If America and the rest of the Free World prove unable or unwilling to follow the example set by Churchill, FDR, Truman and Reagan, the autocrats and theocrats will replace the liberal order with something that is both less liberal (less freedom-oriented) and less orderly. Indeed, perhaps the best way to appreciate the liberal order that earlier generations built is to consider what America and the world were like before it came into existence, which brings us back to Milley’s sobering words.

“The world is entering a period of potential instability as some nations,” “terrorist groups” and “rogue actors” seek to “undermine and challenge the existing international order,” Milley explains. “They seek to weaken the system of cooperation and collective security that has been in existence for some time.
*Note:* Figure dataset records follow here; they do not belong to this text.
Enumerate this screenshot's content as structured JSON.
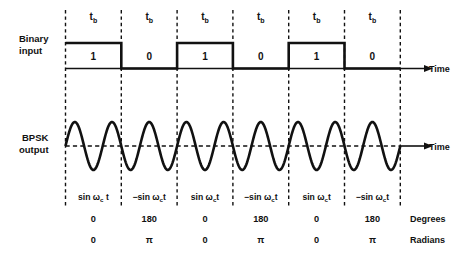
{
  "figure": {
    "background_color": "#ffffff",
    "ink_color": "#111111"
  },
  "labels": {
    "binary_input_line1": "Binary",
    "binary_input_line2": "input",
    "bpsk_output_line1": "BPSK",
    "bpsk_output_line2": "output",
    "time_axis_binary": "Time",
    "time_axis_bpsk": "Time",
    "degrees_label": "Degrees",
    "radians_label": "Radians",
    "bit_period_symbol": "t",
    "bit_period_subscript": "b"
  },
  "chart_data": {
    "type": "line",
    "xlabel": "Time",
    "ylabel": "",
    "grid": false,
    "legend": "none",
    "bit_period_label": "tb",
    "bit_count": 6,
    "cycles_per_bit": 1.5,
    "carrier_expression_phase0": "sin ωc t",
    "carrier_expression_phase180": "−sin ωc t",
    "bits": [
      {
        "index": 0,
        "value": "1",
        "level": "high",
        "carrier_prefix": "",
        "carrier_base": "sin ω",
        "carrier_sub": "c",
        "carrier_suffix": " t",
        "degrees": "0",
        "radians": "0",
        "phase_rad": 0
      },
      {
        "index": 1,
        "value": "0",
        "level": "low",
        "carrier_prefix": "−",
        "carrier_base": "sin ω",
        "carrier_sub": "c",
        "carrier_suffix": "t",
        "degrees": "180",
        "radians": "π",
        "phase_rad": 3.141592653589793
      },
      {
        "index": 2,
        "value": "1",
        "level": "high",
        "carrier_prefix": "",
        "carrier_base": "sin ω",
        "carrier_sub": "c",
        "carrier_suffix": "t",
        "degrees": "0",
        "radians": "0",
        "phase_rad": 0
      },
      {
        "index": 3,
        "value": "0",
        "level": "low",
        "carrier_prefix": "−",
        "carrier_base": "sin ω",
        "carrier_sub": "c",
        "carrier_suffix": "t",
        "degrees": "180",
        "radians": "π",
        "phase_rad": 3.141592653589793
      },
      {
        "index": 4,
        "value": "1",
        "level": "high",
        "carrier_prefix": "",
        "carrier_base": "sin ω",
        "carrier_sub": "c",
        "carrier_suffix": "t",
        "degrees": "0",
        "radians": "0",
        "phase_rad": 0
      },
      {
        "index": 5,
        "value": "0",
        "level": "low",
        "carrier_prefix": "−",
        "carrier_base": "sin ω",
        "carrier_sub": "c",
        "carrier_suffix": "t",
        "degrees": "180",
        "radians": "π",
        "phase_rad": 3.141592653589793
      }
    ]
  },
  "geometry": {
    "x_start": 65.5,
    "bit_width": 55.8,
    "binary_high_y": 43,
    "binary_base_y": 68.5,
    "binary_axis_end_x": 424,
    "bpsk_center_y": 146,
    "bpsk_amplitude": 24,
    "bpsk_axis_end_x": 424,
    "divider_top_y": 10,
    "divider_bottom_y": 208,
    "tb_label_y": 20,
    "bit_value_y": 60,
    "phase_label_y": 200,
    "degrees_row_y": 222,
    "radians_row_y": 243,
    "unit_label_x": 410
  }
}
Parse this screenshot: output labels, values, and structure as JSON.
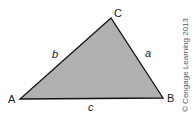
{
  "diagram": {
    "type": "triangle",
    "fill_color": "#b0b0b0",
    "stroke_color": "#111111",
    "vertices": {
      "A": {
        "label": "A",
        "x": 20,
        "y": 99
      },
      "B": {
        "label": "B",
        "x": 163,
        "y": 98
      },
      "C": {
        "label": "C",
        "x": 111,
        "y": 18
      }
    },
    "sides": {
      "a": {
        "label": "a",
        "between": "B-C"
      },
      "b": {
        "label": "b",
        "between": "A-C"
      },
      "c": {
        "label": "c",
        "between": "A-B"
      }
    },
    "copyright": "© Cengage Learning 2013"
  }
}
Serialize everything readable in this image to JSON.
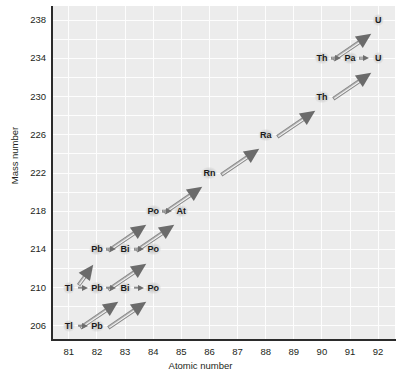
{
  "chart_data": {
    "type": "scatter",
    "title": "",
    "xlabel": "Atomic number",
    "ylabel": "Mass number",
    "xlim": [
      80.4,
      92.6
    ],
    "ylim": [
      204.5,
      239.5
    ],
    "xticks": [
      81,
      82,
      83,
      84,
      85,
      86,
      87,
      88,
      89,
      90,
      91,
      92
    ],
    "yticks": [
      206,
      210,
      214,
      218,
      222,
      226,
      230,
      234,
      238
    ],
    "grid": true,
    "legend": "none",
    "nuclides": [
      {
        "label": "U",
        "z": 92,
        "a": 238
      },
      {
        "label": "Th",
        "z": 90,
        "a": 234
      },
      {
        "label": "Pa",
        "z": 91,
        "a": 234
      },
      {
        "label": "U",
        "z": 92,
        "a": 234
      },
      {
        "label": "Th",
        "z": 90,
        "a": 230
      },
      {
        "label": "Ra",
        "z": 88,
        "a": 226
      },
      {
        "label": "Rn",
        "z": 86,
        "a": 222
      },
      {
        "label": "Po",
        "z": 84,
        "a": 218
      },
      {
        "label": "At",
        "z": 85,
        "a": 218
      },
      {
        "label": "Pb",
        "z": 82,
        "a": 214
      },
      {
        "label": "Bi",
        "z": 83,
        "a": 214
      },
      {
        "label": "Po",
        "z": 84,
        "a": 214
      },
      {
        "label": "Tl",
        "z": 81,
        "a": 210
      },
      {
        "label": "Pb",
        "z": 82,
        "a": 210
      },
      {
        "label": "Bi",
        "z": 83,
        "a": 210
      },
      {
        "label": "Po",
        "z": 84,
        "a": 210
      },
      {
        "label": "Tl",
        "z": 81,
        "a": 206
      },
      {
        "label": "Pb",
        "z": 82,
        "a": 206
      }
    ],
    "alpha_decays": [
      {
        "from_z": 92,
        "from_a": 238,
        "to_z": 90,
        "to_a": 234
      },
      {
        "from_z": 92,
        "from_a": 234,
        "to_z": 90,
        "to_a": 230
      },
      {
        "from_z": 90,
        "from_a": 230,
        "to_z": 88,
        "to_a": 226
      },
      {
        "from_z": 88,
        "from_a": 226,
        "to_z": 86,
        "to_a": 222
      },
      {
        "from_z": 86,
        "from_a": 222,
        "to_z": 84,
        "to_a": 218
      },
      {
        "from_z": 84,
        "from_a": 218,
        "to_z": 82,
        "to_a": 214
      },
      {
        "from_z": 85,
        "from_a": 218,
        "to_z": 83,
        "to_a": 214
      },
      {
        "from_z": 82,
        "from_a": 214,
        "to_z": 81,
        "to_a": 210
      },
      {
        "from_z": 84,
        "from_a": 214,
        "to_z": 82,
        "to_a": 210
      },
      {
        "from_z": 83,
        "from_a": 210,
        "to_z": 81,
        "to_a": 206
      },
      {
        "from_z": 84,
        "from_a": 210,
        "to_z": 82,
        "to_a": 206
      }
    ],
    "beta_decays": [
      {
        "from_z": 90,
        "from_a": 234,
        "to_z": 91,
        "to_a": 234
      },
      {
        "from_z": 91,
        "from_a": 234,
        "to_z": 92,
        "to_a": 234
      },
      {
        "from_z": 84,
        "from_a": 218,
        "to_z": 85,
        "to_a": 218
      },
      {
        "from_z": 82,
        "from_a": 214,
        "to_z": 83,
        "to_a": 214
      },
      {
        "from_z": 83,
        "from_a": 214,
        "to_z": 84,
        "to_a": 214
      },
      {
        "from_z": 81,
        "from_a": 210,
        "to_z": 82,
        "to_a": 210
      },
      {
        "from_z": 82,
        "from_a": 210,
        "to_z": 83,
        "to_a": 210
      },
      {
        "from_z": 83,
        "from_a": 210,
        "to_z": 84,
        "to_a": 210
      },
      {
        "from_z": 81,
        "from_a": 206,
        "to_z": 82,
        "to_a": 206
      }
    ],
    "colors": {
      "plot_background": "#ececec",
      "gridline": "#fdfdfd",
      "axis": "#2b2b2b",
      "text": "#231f20",
      "arrowhead": "#6b6b6b",
      "arrow_shaft_light": "#ffffff",
      "arrow_shaft_dark": "#9b9b9b"
    }
  }
}
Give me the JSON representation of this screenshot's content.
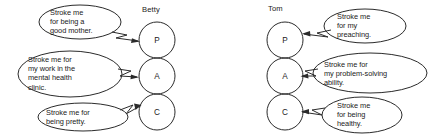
{
  "figure": {
    "type": "transactional-analysis-ego-state-diagram",
    "background_color": "#ffffff",
    "ink_color": "#2b2b2b"
  },
  "people": [
    {
      "name": "Betty",
      "side": "left",
      "ego_states": [
        {
          "code": "P",
          "name": "Parent"
        },
        {
          "code": "A",
          "name": "Adult"
        },
        {
          "code": "C",
          "name": "Child"
        }
      ]
    },
    {
      "name": "Tom",
      "side": "right",
      "ego_states": [
        {
          "code": "P",
          "name": "Parent"
        },
        {
          "code": "A",
          "name": "Adult"
        },
        {
          "code": "C",
          "name": "Child"
        }
      ]
    }
  ],
  "balloons": {
    "betty_parent": "Stroke me\nfor being a\ngood mother.",
    "betty_adult": "Stroke me for\nmy work in the\nmental health\nclinic.",
    "betty_child": "Stroke me for\nbeing pretty.",
    "tom_parent": "Stroke me\nfor my\npreaching.",
    "tom_adult": "Stroke me for\nmy problem-solving\nability.",
    "tom_child": "Stroke me\nfor being\nhealthy."
  }
}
The dynamic nature of today's current environment is counterbalanced by an order that was put in place 76 years ago, at the end of World War II.”

The liberal international order was put in place in 1945 because of what happened during the three decades leading up to that pivot-point year: Milley describes how the two world wars claimed 150 million human lives, how 26,000 American personnel were killed in 1918 during the Battle of Meuse-Argonne (in just 56 days), how the Axis overran most of continental Europe in less than a year, how 57,000 American personnel were killed in an eight-week span in the summer of 1944. “That is the butcher's bill of great power war,” Milley concludes. “That's what this international order that's been in existence for seven and a half decades is designed to prevent.” And that’s what the American people must grasp.

“The present order will last only as long as those who favor it and benefit from it retain the will and capacity to defend it,” Kagan observes. “Every international order in history has reflected the beliefs and interests of its strongest powers,” he explains, ominously adding, “and every international order has changed when power shifted to others with different beliefs and different interests.”

That’s exactly what’s happening, as powerful autocratic regimes work to upend and replace the existing democratic order. We will explore what a post-democratic order might look like in the next issue.